The Missing Piece
MacKenzie began developing Crossfit Endurance when he became, as he puts it, “a broken down runner.”
“I did the volume stuff and it just destroyed me,” he says. “I was doing big miles getting ready for Ironman Canada in 2004, but I shut down with plantar fasciitis and knee problems.”
Frustrated, MacKenzie looked for a new method. Having cultivated a powerlifting background in the 1990s, his return to a gym for strength training showed him how much he had lost. “Back in the day I was able to squat 300 pounds,” he explained. “I went into the gym and squatted 75 pounds for four reps and it killed me. I thought, ‘Dude, what have you done to yourself?’”
MacKenzie began testing mixes of powerlifting, diet, running technique and running, but ran into several walls. Certain combinations produced too much muscle bulk and others produced too much breakdown.
“Crossfit was the missing piece,” MacKenzie says. “The training effect is better in all metabolic pathways. It produces an athlete that doesn’t break down.” Inserting Crossfit into the equation also had the advantage of slashing overall training time.
While MacKenzie retained the key speed endurance workouts from traditional endurance training—long and short interval workouts and time-trial-like tempo runs—he replaced easy-to-medium effort, short and long runs with Crossfit workouts, maintaining that preparing an athlete for a long race was covered by developing a superior technique and fortifying the body with the strength and power developed through Crossfit, powerlifting and Olympic-style lifts. Things clicked for MacKenzie as he used the new combination to finish ultramarathons on less than 10 hours a week of training. His clients became fans of it, too.
Is Crossfit The Future?
Developed by Greg Glassman and first embraced by soldiers, firefighters and elite police forces, Crossfit has exploded. Through an affiliate system connected by Crossfit.com, the movement now boasts upwards of 2,500 gyms. Whereas a modern-day fitness facility is stocked with Cybex and Nautilus machines, a Crossfit gym looks a lot like MacKenzie’s garage gym—basic equipment used for compound, functional movements opposed to the isolated movement created by, for example, an arm curl machine.
The main theory of the Crossfit movement is that an overly specialized athlete—let’s say a traditionally trained runner with low-muscle mass and creaky joints—is a poor example of overall fitness, and that if fitness is what you want, then first become an all-around athlete—strong, mobile, agile and powerful with a high-level of stamina. Then one can go run a race, play a football game or become a mixed-martial arts fighter.
While the same argument flung at Gibbons has been used against MacKenzie—saying that since he’s not an elite athlete he has no business talking smack about Lydiard training—there’s no denying that MacKenzie embodies Crossfit’s ideal.
After his workout of deadlifts and met-con training back in his garage, he was soon bouncing on his backyard trampoline with his dog, Izzy, rocketing into the air, peeling off front and back flips. He plans to skateboard for the rest of his life, and this past winter he broke up an intensive CFE seminar travel schedule for skiing and snowboarding trips. This is not the standard fare of runners who have qualified and run the 100-mile trail epic of Western States or the 135-mile Badwater Ultramarathon.
Considering the trajectory and appeal of Crossfit, it seems likely that CFE will continue to gain traction with recreational runners, cyclists and triathletes. But will we ever see a sub 2:10 marathoner use it? MacKenzie thinks so. “I really believe it’s the future. It may not be exactly what I’m teaching, but in one form or another, I think we’re going to see change in how the elites train to be great.”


## Aim of the task
Copy all entries exactly.
*** Records to process ***
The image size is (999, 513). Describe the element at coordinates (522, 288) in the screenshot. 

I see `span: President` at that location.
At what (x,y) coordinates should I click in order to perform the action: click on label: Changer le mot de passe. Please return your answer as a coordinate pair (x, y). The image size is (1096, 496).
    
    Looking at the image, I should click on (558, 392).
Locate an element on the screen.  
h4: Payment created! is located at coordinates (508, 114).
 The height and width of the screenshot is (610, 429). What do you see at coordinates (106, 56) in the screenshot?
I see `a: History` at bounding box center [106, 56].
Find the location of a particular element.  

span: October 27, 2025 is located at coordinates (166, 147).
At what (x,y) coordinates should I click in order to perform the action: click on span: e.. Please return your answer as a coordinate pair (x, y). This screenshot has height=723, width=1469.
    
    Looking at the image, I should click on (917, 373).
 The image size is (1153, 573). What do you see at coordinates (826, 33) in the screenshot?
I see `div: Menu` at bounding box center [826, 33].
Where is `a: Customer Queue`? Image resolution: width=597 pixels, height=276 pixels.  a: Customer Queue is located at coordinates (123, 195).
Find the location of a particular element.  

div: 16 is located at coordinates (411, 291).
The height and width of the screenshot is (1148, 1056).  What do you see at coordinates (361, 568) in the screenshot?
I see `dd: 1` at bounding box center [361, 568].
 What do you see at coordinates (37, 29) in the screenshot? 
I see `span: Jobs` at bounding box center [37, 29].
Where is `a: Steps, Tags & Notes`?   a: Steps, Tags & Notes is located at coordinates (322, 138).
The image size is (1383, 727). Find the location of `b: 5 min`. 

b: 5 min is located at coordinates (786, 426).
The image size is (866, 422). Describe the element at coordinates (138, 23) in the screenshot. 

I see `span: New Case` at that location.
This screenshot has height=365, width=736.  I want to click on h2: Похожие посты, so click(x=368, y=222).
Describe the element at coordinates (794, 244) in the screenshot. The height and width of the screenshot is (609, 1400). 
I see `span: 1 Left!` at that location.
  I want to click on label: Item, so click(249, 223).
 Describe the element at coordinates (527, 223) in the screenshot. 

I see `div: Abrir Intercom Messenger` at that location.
*** End of Records to process ***
## Written solution
The image size is (999, 513). Describe the element at coordinates (522, 288) in the screenshot. 

I see `span: President` at that location.
At what (x,y) coordinates should I click in order to perform the action: click on label: Changer le mot de passe. Please return your answer as a coordinate pair (x, y). The image size is (1096, 496).
    
    Looking at the image, I should click on (558, 392).
Locate an element on the screen.  
h4: Payment created! is located at coordinates (508, 114).
 The height and width of the screenshot is (610, 429). What do you see at coordinates (106, 56) in the screenshot?
I see `a: History` at bounding box center [106, 56].
Find the location of a particular element.  

span: October 27, 2025 is located at coordinates (166, 147).
At what (x,y) coordinates should I click in order to perform the action: click on span: e.. Please return your answer as a coordinate pair (x, y). This screenshot has height=723, width=1469.
    
    Looking at the image, I should click on (917, 373).
 The image size is (1153, 573). What do you see at coordinates (826, 33) in the screenshot?
I see `div: Menu` at bounding box center [826, 33].
Where is `a: Customer Queue`? Image resolution: width=597 pixels, height=276 pixels.  a: Customer Queue is located at coordinates (123, 195).
Find the location of a particular element.  

div: 16 is located at coordinates (411, 291).
The height and width of the screenshot is (1148, 1056).  What do you see at coordinates (361, 568) in the screenshot?
I see `dd: 1` at bounding box center [361, 568].
 What do you see at coordinates (37, 29) in the screenshot? 
I see `span: Jobs` at bounding box center [37, 29].
Where is `a: Steps, Tags & Notes`?   a: Steps, Tags & Notes is located at coordinates (322, 138).
The image size is (1383, 727). Find the location of `b: 5 min`. 

b: 5 min is located at coordinates (786, 426).
The image size is (866, 422). Describe the element at coordinates (138, 23) in the screenshot. 

I see `span: New Case` at that location.
This screenshot has height=365, width=736.  I want to click on h2: Похожие посты, so click(x=368, y=222).
Describe the element at coordinates (794, 244) in the screenshot. The height and width of the screenshot is (609, 1400). 
I see `span: 1 Left!` at that location.
  I want to click on label: Item, so click(249, 223).
 Describe the element at coordinates (527, 223) in the screenshot. 

I see `div: Abrir Intercom Messenger` at that location.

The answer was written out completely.